In this episode of Innovators Playbook, host Seth Narayanan sits down with Lesley Jordan, Chief Product and Technology Officer at Clinicom, to explore how AI is revolutionizing mental and behavioral healthcare. With a background spanning clinical trials, digital health, and regulatory compliance, Les shares his career journey and how it led him to Clinicom, where he now spearheads product and technology development. He unpacks how Clinicom uses adaptive assessments, GenAI-powered SOAP note generation, and regulatory-first design to deliver scalable and secure mental health tools.
The conversation dives deep into the tech behind Clinicom’s AI-powered assessments, EMR integrations, compliance with HIPAA/GDPR/CFR standards, and the emerging role of AI in population health. Les also shares his leadership philosophies, innovation strategies, and practical advice for aspiring tech professionals in today’s AI-driven landscape. Whether you’re in healthcare, tech, or product leadership, this episode is packed with insights on building impactful solutions that empower clinicians and patients alike.

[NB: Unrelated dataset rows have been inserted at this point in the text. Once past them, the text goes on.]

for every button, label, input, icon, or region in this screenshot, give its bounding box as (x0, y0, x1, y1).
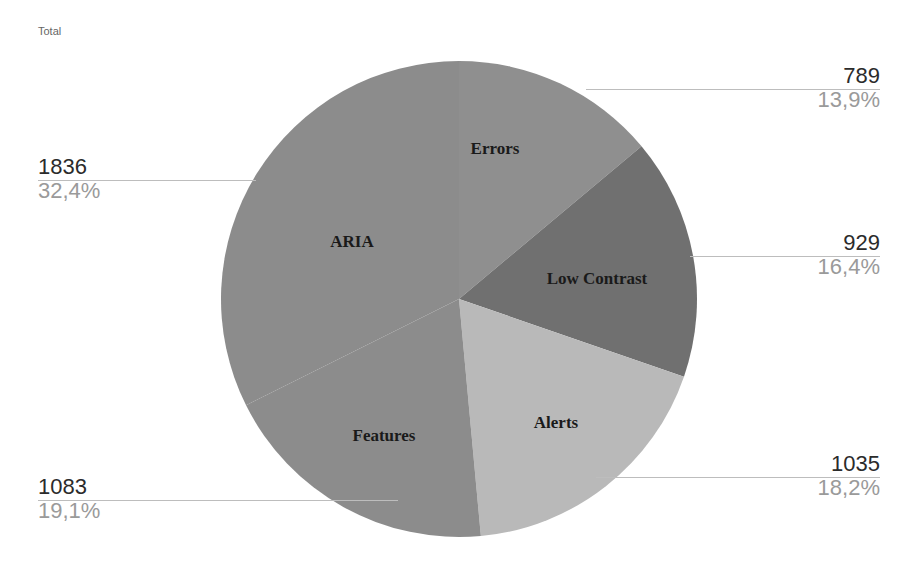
slice-label-aria: ARIA (330, 232, 374, 251)
callout-errors: 789 13,9% (818, 64, 880, 112)
callout-percent: 18,2% (818, 476, 880, 500)
callout-features: 1083 19,1% (38, 475, 100, 523)
callout-value: 1035 (818, 452, 880, 476)
callout-percent: 16,4% (818, 255, 880, 279)
callout-alerts: 1035 18,2% (818, 452, 880, 500)
slice-label-errors: Errors (471, 139, 520, 158)
callout-aria: 1836 32,4% (38, 155, 100, 203)
callout-percent: 19,1% (38, 499, 100, 523)
pie-chart: Errors Low Contrast Alerts Features ARIA (0, 0, 912, 565)
callout-value: 929 (818, 231, 880, 255)
callout-value: 789 (818, 64, 880, 88)
callout-percent: 32,4% (38, 179, 100, 203)
callout-percent: 13,9% (818, 88, 880, 112)
callout-low-contrast: 929 16,4% (818, 231, 880, 279)
pie-slices (221, 61, 697, 537)
slice-label-low-contrast: Low Contrast (547, 269, 648, 288)
callout-value: 1083 (38, 475, 100, 499)
callout-value: 1836 (38, 155, 100, 179)
slice-label-features: Features (353, 426, 416, 445)
slice-label-alerts: Alerts (534, 413, 579, 432)
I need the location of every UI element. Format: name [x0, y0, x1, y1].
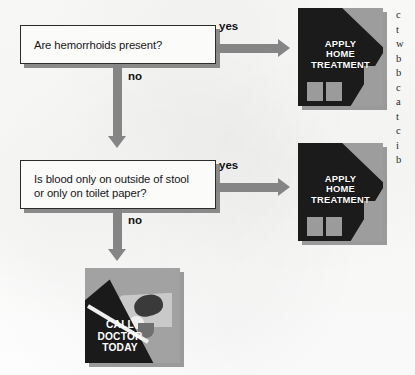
house-window-icon: [325, 216, 343, 237]
house-door-icon: [364, 201, 379, 241]
caption-line-3: TODAY: [102, 342, 138, 353]
caption-line-2: HOME: [326, 48, 355, 59]
margin-text-line: b: [396, 52, 415, 67]
caption-line-3: TREATMENT: [311, 194, 370, 205]
edge-label-no-1: no: [128, 70, 142, 82]
arrow-head: [278, 178, 290, 196]
decision-box-hemorrhoids-text: Are hemorrhoids present?: [34, 38, 207, 52]
margin-text-line: a: [396, 95, 415, 110]
margin-text-line: c: [396, 124, 415, 139]
arrow-shaft: [113, 209, 122, 249]
margin-text-line: i: [396, 139, 415, 154]
arrow-shaft: [216, 183, 278, 192]
decision-box-hemorrhoids[interactable]: Are hemorrhoids present?: [20, 25, 216, 64]
outcome-caption-3: CALL DOCTOR TODAY: [91, 319, 149, 354]
caption-line-1: APPLY: [325, 173, 356, 184]
edge-label-yes-1: yes: [219, 20, 238, 32]
outcome-call-doctor-today[interactable]: CALL DOCTOR TODAY: [85, 268, 180, 363]
decision-box-blood-location-text: Is blood only on outside of stool or onl…: [34, 172, 207, 200]
caption-line-3: TREATMENT: [311, 59, 370, 70]
margin-text-line: t: [396, 110, 415, 125]
margin-body-text-column: ctwbbcatcib: [396, 8, 415, 168]
margin-text-line: b: [396, 66, 415, 81]
arrow-shaft: [216, 44, 278, 53]
margin-text-line: w: [396, 37, 415, 52]
decision-box-blood-location[interactable]: Is blood only on outside of stool or onl…: [20, 160, 216, 209]
arrow-head: [108, 249, 126, 261]
outcome-apply-home-treatment-2[interactable]: APPLY HOME TREATMENT: [298, 143, 383, 241]
arrow-head: [108, 136, 126, 148]
margin-text-line: b: [396, 153, 415, 168]
edge-label-no-2: no: [128, 214, 142, 226]
margin-text-line: c: [396, 8, 415, 23]
margin-text-line: c: [396, 81, 415, 96]
arrow-shaft: [113, 64, 122, 136]
outcome-apply-home-treatment-1[interactable]: APPLY HOME TREATMENT: [298, 8, 383, 106]
caption-line-2: HOME: [326, 183, 355, 194]
house-window-icon: [306, 81, 324, 102]
house-window-icon: [325, 81, 343, 102]
caption-line-1: APPLY: [325, 38, 356, 49]
arrow-head: [278, 39, 290, 57]
edge-label-yes-2: yes: [219, 159, 238, 171]
decision-line-1: Is blood only on outside of stool: [34, 173, 189, 185]
outcome-caption-2: APPLY HOME TREATMENT: [298, 174, 383, 205]
caption-line-2: DOCTOR: [97, 331, 142, 342]
house-window-icon: [306, 216, 324, 237]
caption-line-1: CALL: [106, 319, 134, 330]
house-door-icon: [364, 66, 379, 106]
outcome-caption-1: APPLY HOME TREATMENT: [298, 39, 383, 70]
decision-line-2: or only on toilet paper?: [34, 187, 147, 199]
flowchart-canvas: Are hemorrhoids present? yes no Is blood…: [0, 0, 415, 375]
margin-text-line: t: [396, 23, 415, 38]
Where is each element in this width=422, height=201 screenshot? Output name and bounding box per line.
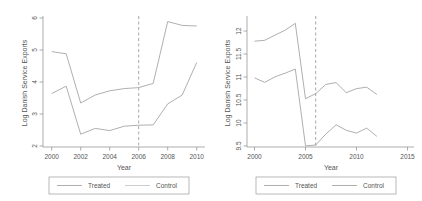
- left-x-tick-2010: 2010: [189, 153, 204, 160]
- left-y-tick-3: 3: [31, 112, 38, 116]
- right-y-tick-11-5: 11.5: [235, 48, 242, 61]
- left-legend-control-label: Control: [156, 182, 178, 189]
- left-y-axis-title: Log Danish Service Exports: [21, 39, 29, 126]
- right-x-tick-labels: 2000 2005 2010 2015: [247, 153, 415, 160]
- right-x-tick-2015: 2015: [400, 153, 415, 160]
- right-y-tick-9-5: 9.5: [235, 141, 242, 150]
- left-x-tick-labels: 2000 2002 2004 2006 2008 2010: [44, 153, 204, 160]
- right-x-axis-title: Year: [324, 164, 339, 171]
- left-chart-svg: Log Danish Service Exports 6 5 4 3 2: [0, 0, 211, 201]
- right-y-axis-title: Log Danish Service Exports: [224, 39, 232, 126]
- right-chart-svg: Log Danish Service Exports 12 11.5 11 10…: [211, 0, 422, 201]
- left-x-tick-2008: 2008: [160, 153, 175, 160]
- left-y-tick-5: 5: [31, 48, 38, 52]
- left-series-control: [52, 22, 197, 103]
- left-x-ticks: [52, 147, 197, 151]
- left-x-tick-2000: 2000: [44, 153, 59, 160]
- left-y-tick-2: 2: [31, 144, 38, 148]
- right-x-tick-2005: 2005: [298, 153, 313, 160]
- right-y-tick-labels: 12 11.5 11 10.5 10 9.5: [235, 27, 242, 151]
- figure-two-panel-line-charts: Log Danish Service Exports 6 5 4 3 2: [0, 0, 422, 201]
- left-legend-treated-label: Treated: [88, 182, 111, 189]
- left-y-ticks: [40, 18, 44, 146]
- right-legend-treated-label: Treated: [295, 182, 318, 189]
- left-x-tick-2006: 2006: [131, 153, 146, 160]
- left-series-treated: [52, 63, 197, 135]
- right-y-tick-10-5: 10.5: [235, 93, 242, 106]
- left-panel: Log Danish Service Exports 6 5 4 3 2: [0, 0, 211, 201]
- right-legend-control-label: Control: [363, 182, 385, 189]
- right-y-tick-10: 10: [235, 119, 242, 127]
- right-panel: Log Danish Service Exports 12 11.5 11 10…: [211, 0, 422, 201]
- left-y-tick-4: 4: [31, 80, 38, 84]
- right-y-ticks: [244, 31, 248, 146]
- left-x-tick-2002: 2002: [73, 153, 88, 160]
- left-x-tick-2004: 2004: [102, 153, 117, 160]
- right-x-ticks: [255, 147, 408, 151]
- left-x-axis-title: Year: [117, 164, 132, 171]
- left-y-tick-labels: 6 5 4 3 2: [31, 16, 38, 148]
- left-y-tick-6: 6: [31, 16, 38, 20]
- right-y-tick-11: 11: [235, 73, 242, 80]
- right-y-tick-12: 12: [235, 27, 242, 35]
- right-x-tick-2000: 2000: [247, 153, 262, 160]
- right-x-tick-2010: 2010: [349, 153, 364, 160]
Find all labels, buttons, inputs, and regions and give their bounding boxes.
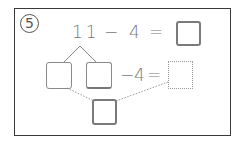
part-box-left[interactable] xyxy=(46,62,72,89)
minus-operator-2: − xyxy=(120,65,134,85)
part-box-right[interactable] xyxy=(86,62,112,89)
branch-lines xyxy=(64,46,96,62)
result-box-dotted[interactable] xyxy=(168,61,193,89)
equals-sign-2: = xyxy=(147,65,161,85)
dotted-link-left xyxy=(67,88,94,101)
combined-box[interactable] xyxy=(92,99,117,125)
subtrahend-text-2: 4 xyxy=(134,65,145,85)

Lesley Jordan isn’t just building digital forms, he’s redesigning how mental health care begins. At Clinicom, Les leads product and technology for a platform that uses adaptive AI assessments to detect over 80 conditions before a patient’s first session. In this episode of The Innovators Playbook, Les sits down with Seth Narayanan to unpack how early data, combined with LLM-generated SOAP notes, is giving clinicians a head start and helping track treatment progress over time.
Les shares how his early work as a statistical programmer in life sciences evolved into leadership roles at Microsoft, Target Health, and now Clinicom. He explains the shift from augmented to generative AI in patient assessments, how his team uses IBM Watson to turn scores into narratives, and why privacy-first architecture, not just HIPAA and GDPR is central to product design.
In a space where compliance isn’t optional, Les walks through Clinicom’s approach to PHI encryption, data separation, and 21 CFR Part 11 readiness. He also reveals how FHIR-based EMR integrations automate assessment workflows, pulling appointments in, sending assessments out, and pushing reports directly into systems like Epic.
Les reflects on the trade-offs of running both product and engineering in a resource-constrained startup. From ruthless prioritization using value vs. effort frameworks to alternating roles by day of the week, he shares how structure enables clarity, and why innovation needs constraints to thrive.
Looking forward, Les explores how AI could help clinicians query their own patient populations for pattern insights from medication efficacy to treatment outcomes. He also shares how Clinicom is planning for the future with a sharp focus on cloud infrastructure, scalable security, and targeted feature expansion.
Les closes with clear advice for technologists entering the field: AI is touching everything, from coding to strategy to note-taking. Learn to prompt well, understand the tools, and position yourself not as a junior engineer but as someone AI-augmented from day one.